A Poem for Peter
The Story of Ezra Jack Keats and the Creation of The Snowy Day
-
- R$ 32,90
-
- R$ 32,90
Descrição da editora
A celebration of the extraordinary life of Ezra Jack Keats, creator of The Snowy Day.
The story of The Snowy Day begins more than one hundred years ago, when Ezra Jack Keats was born in Brooklyn, N.Y. The family were struggling Polish immigrants, and despite Keats’s obvious talent, his father worried that Ezra’s dream of being an artist was an unrealistic one. But Ezra was determined. By high school he was winning prizes and scholarships. Later, jobs followed with the WPA and Marvel comics. But it was many years before Keats’s greatest dream was realized and he had the opportunity to write and illustrate his own book.
For more than two decades, Ezra had kept pinned to his wall a series of photographs of an adorable African American child. In Keats’s hands, the boy morphed into Peter, a boy in a red snowsuit, out enjoying the pristine snow; the book became The Snowy Day, winner of the Caldecott Medal, the first mainstream book to feature an African American child. It was also the first of many books featuring Peter and the children of his — and Keats’s — neighborhood.

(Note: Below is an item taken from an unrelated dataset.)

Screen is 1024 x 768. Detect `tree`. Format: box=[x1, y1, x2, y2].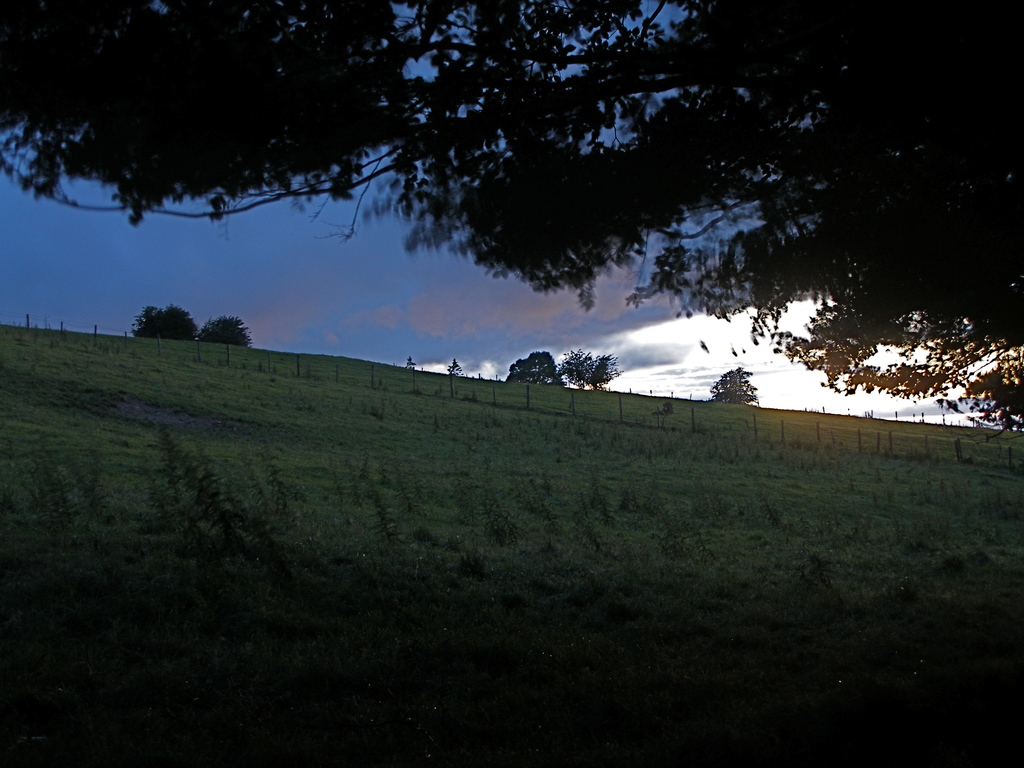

Andrea Davis Pinkney’s lyrical narrative tells the inspiring story of a boy who pursued a dream, and who, in turn, inspired generations of other dreamers.
PUBLISHERS WEEKLY
This formidable biographical poem pays homage to Ezra Jack Keats while speaking to Peter, the fictional African-American hero of The Snowy Day, the story of a black boy playing in the snow, remarkable among 1960s children's stories in which "the delight/ was all white." Pinkney (Rhythm Ride) goes deeply into Keats's motivations, describing how "Jacob (Jack) Ezra Katz," a child of struggling Polish immigrants, progressed from grocery store sign painter in Brooklyn to WPA muralist to comic book artist. After his service as a draftsman in the WWII Air Force, "Ezra did something many Jews did/ when the want ads said:/ No Jews Need Apply' " and changed his name to one that "had a nicer ring to it for some." Pinkney emphasizes that "Discrimination had formed Ezra's/ understanding of what it meant to be/ different./ This also led to you, brown-sugar boy." The character of Peter, warmly addressed as a "cocoa sprite" who is "filled with brown-sugar whimsy," developed from a series of photos of a child that Keats clipped from a 1930s Life magazine. Pinkney describes the snow of Peter's day as "nature's we-all blanket," an inclusive force ("When Snow spreads her sheet, we all glisten"), while Fancher and Johnson (Shh! Bears Sleeping) mime Keats's collages, creating a gentle ambience for Pinkney's wordplay and confident voice. Though an established classic, The Snowy Day has received renewed attention from the We Need Diverse Books movement, and Pinkney's poem sheds fascinating light on Keats's long-lived achievement. Ages 7 10.